ASSIGNED TASK - Quote, word for word, only the lines running from the line with "Identify the location" through the end of the listing. Leave out the pictures.

SUPPLIED INFORMATION Start Marker

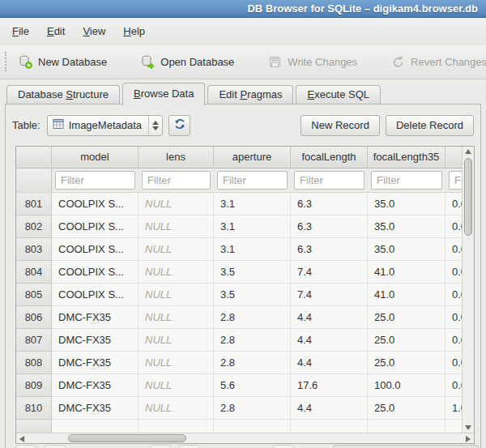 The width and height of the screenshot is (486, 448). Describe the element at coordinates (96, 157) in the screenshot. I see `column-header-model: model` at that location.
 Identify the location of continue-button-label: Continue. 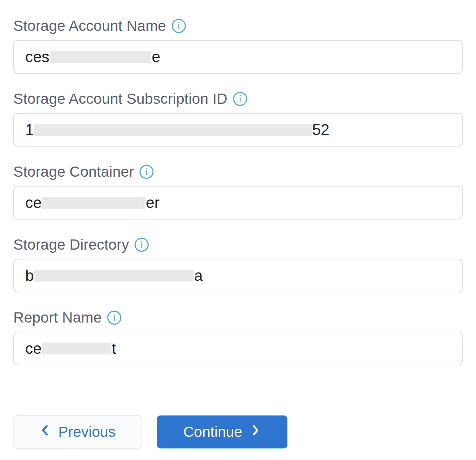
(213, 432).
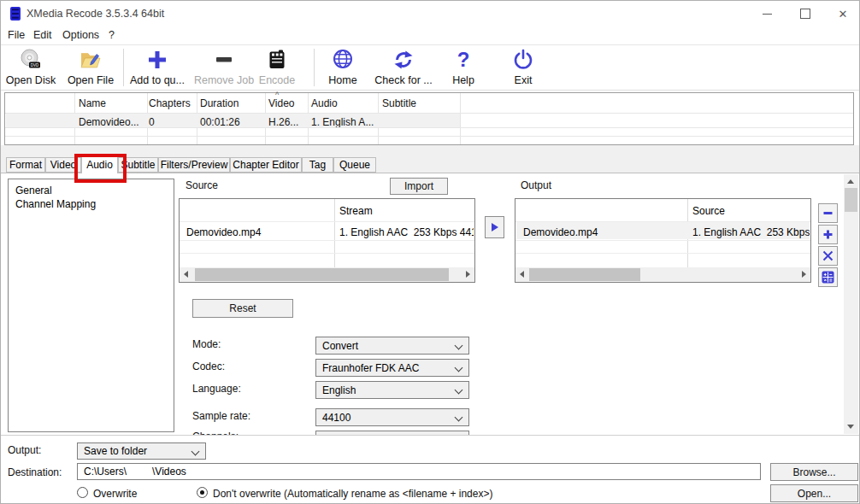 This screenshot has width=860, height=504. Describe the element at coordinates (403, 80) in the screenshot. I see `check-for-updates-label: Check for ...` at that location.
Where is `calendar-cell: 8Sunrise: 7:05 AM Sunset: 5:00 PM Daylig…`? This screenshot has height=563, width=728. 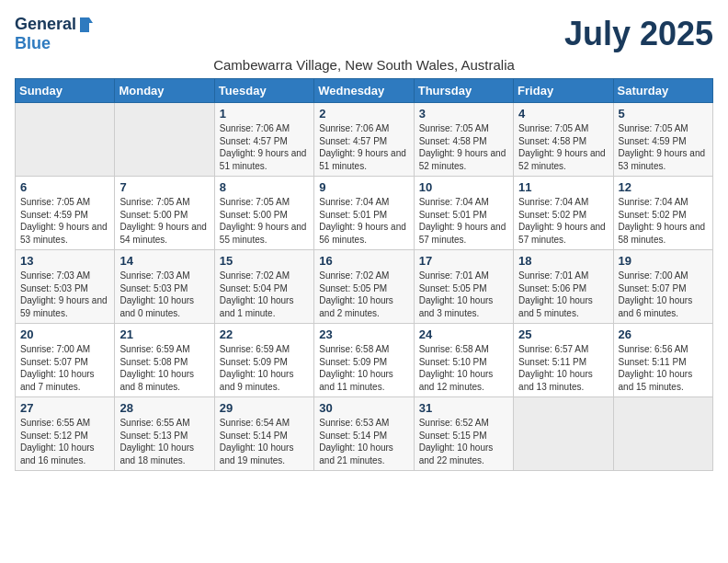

SUPPLIED INFORMATION End Marker

SOLUTION TO THIS EXERCISE -
 Identify the location of continue-button-label: Continue. 
(213, 432).
 This screenshot has width=860, height=504. Describe the element at coordinates (403, 80) in the screenshot. I see `check-for-updates-label: Check for ...` at that location.
Where is `calendar-cell: 8Sunrise: 7:05 AM Sunset: 5:00 PM Daylig…`? This screenshot has height=563, width=728. 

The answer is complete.